Before the transplant, she had her eggs harvested and fertilized.

Now, she will stay on a regimen of immunosuppressant drugs as long as she has the uterus. She’ll spend one to two months in Cleveland before going home, and wait one year before doctors try implanting an embryo inside her. And she’ll have to have a cesarean section, because a vaginal birth might be too risky.

“We don’t exactly know how these uteruses would respond to the normal signals of labor,” explained Dr. Uma Perni, a gynecological surgeon.

After one to two babies, Lindsey would likely have another surgery to remove the new uterus so that she can stop taking the drugs. But doctors are still figuring out if that’s the best way, said transplant surgeon Dr. Andreas Tzakis.

“From the lab work that we did, when the uterus rejected, it practically vanished, disappeared,” said Tzakis, who the New York Times reported has practiced the procedure on swine and baboons. If that happens in humans, he said, doctors might allow the body to simply absorb the organ instead of removing it.
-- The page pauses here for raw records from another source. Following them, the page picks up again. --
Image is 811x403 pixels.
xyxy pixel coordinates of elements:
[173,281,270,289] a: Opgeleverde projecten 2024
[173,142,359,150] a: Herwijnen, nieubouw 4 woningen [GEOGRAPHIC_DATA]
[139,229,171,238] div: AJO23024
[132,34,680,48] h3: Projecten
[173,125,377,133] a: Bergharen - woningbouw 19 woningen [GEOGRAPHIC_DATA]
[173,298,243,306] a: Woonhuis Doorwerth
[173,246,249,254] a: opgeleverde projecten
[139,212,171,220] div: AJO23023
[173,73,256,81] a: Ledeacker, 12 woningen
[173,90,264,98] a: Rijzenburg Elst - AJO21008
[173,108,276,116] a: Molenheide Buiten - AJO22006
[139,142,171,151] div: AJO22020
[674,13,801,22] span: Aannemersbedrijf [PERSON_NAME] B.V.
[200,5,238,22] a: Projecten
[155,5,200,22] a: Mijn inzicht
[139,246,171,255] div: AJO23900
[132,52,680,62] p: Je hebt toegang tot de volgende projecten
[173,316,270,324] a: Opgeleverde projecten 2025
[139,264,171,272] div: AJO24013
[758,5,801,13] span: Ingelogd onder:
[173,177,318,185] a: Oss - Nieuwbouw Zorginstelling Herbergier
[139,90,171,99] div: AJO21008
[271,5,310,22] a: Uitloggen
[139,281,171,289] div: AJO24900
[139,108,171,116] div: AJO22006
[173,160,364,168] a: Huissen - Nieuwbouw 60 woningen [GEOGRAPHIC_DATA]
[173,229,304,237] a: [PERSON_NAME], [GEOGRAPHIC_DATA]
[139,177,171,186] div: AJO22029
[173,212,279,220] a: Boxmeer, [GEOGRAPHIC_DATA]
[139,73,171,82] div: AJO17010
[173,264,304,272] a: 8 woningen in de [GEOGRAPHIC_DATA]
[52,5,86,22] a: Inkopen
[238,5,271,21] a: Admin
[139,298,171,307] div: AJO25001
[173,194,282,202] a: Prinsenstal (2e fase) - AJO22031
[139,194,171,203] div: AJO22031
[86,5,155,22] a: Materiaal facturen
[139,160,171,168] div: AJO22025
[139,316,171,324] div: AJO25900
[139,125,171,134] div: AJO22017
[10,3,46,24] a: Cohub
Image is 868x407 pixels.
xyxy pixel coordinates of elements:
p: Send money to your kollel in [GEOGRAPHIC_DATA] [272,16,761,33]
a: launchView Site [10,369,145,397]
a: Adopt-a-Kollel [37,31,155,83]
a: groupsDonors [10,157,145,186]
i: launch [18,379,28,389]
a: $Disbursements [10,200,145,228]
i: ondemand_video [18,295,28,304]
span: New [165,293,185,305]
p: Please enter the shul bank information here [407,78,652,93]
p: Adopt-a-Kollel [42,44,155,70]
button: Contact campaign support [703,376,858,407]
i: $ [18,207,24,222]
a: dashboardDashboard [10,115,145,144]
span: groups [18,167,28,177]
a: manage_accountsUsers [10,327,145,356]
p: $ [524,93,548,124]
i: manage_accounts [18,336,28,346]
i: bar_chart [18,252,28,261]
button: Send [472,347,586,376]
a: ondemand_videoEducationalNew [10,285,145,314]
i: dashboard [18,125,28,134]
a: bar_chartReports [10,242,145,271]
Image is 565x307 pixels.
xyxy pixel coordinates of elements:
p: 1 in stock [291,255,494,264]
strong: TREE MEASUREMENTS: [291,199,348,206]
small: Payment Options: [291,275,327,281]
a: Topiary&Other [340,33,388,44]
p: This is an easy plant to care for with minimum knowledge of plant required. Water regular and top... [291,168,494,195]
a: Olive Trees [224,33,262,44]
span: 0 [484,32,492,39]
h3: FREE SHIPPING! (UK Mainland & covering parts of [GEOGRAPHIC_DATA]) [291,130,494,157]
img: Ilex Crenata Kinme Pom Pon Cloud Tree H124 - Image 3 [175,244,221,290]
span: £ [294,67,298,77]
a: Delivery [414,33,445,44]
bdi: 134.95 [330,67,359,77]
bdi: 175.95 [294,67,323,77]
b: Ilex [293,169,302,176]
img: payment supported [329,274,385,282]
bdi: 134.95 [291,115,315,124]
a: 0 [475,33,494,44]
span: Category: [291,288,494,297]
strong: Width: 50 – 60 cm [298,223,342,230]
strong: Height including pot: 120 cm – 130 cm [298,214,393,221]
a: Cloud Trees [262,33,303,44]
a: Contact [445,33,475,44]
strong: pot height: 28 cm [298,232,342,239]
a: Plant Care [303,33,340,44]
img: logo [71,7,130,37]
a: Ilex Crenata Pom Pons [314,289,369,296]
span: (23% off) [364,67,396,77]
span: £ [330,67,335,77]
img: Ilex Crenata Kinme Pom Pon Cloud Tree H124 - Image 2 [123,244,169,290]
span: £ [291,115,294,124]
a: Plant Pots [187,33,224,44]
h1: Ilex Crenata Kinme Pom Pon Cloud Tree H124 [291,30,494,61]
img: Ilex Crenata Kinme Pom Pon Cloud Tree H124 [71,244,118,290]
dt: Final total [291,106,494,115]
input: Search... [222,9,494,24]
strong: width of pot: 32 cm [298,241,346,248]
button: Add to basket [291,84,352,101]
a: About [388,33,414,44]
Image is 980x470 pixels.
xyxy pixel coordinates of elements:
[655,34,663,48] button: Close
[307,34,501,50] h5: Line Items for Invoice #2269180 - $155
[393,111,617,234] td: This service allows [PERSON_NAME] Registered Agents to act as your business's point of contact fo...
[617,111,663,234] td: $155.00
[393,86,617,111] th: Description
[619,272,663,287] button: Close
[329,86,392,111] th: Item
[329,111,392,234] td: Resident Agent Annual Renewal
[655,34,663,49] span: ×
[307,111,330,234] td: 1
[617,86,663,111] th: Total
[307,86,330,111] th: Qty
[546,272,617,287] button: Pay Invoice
Though surgeons in Sweden have conducted uterine transplants from living donors, the Cleveland Clinic team is sticking to dead donors for this trial, to minimize risk to the donor, said Falcone.

“We went this way first, but we feel that with time, perhaps we’ll come up with a surgical” technique to enable safer removal of an organ from a related living donor, he said.

Falcone said he doesn’t know how much the procedure would cost if it becomes available to the wider public.

Meanwhile, one more hopeful mother has been lined up for a transplant, and several more are in the pipeline. Tzakis said he doesn’t know how long it will take to conduct all 10 transplants and help the women through pregnancy to birth.

“The whole process is very labor- and time-consuming,” he said. “We don’t want to do things quickly.”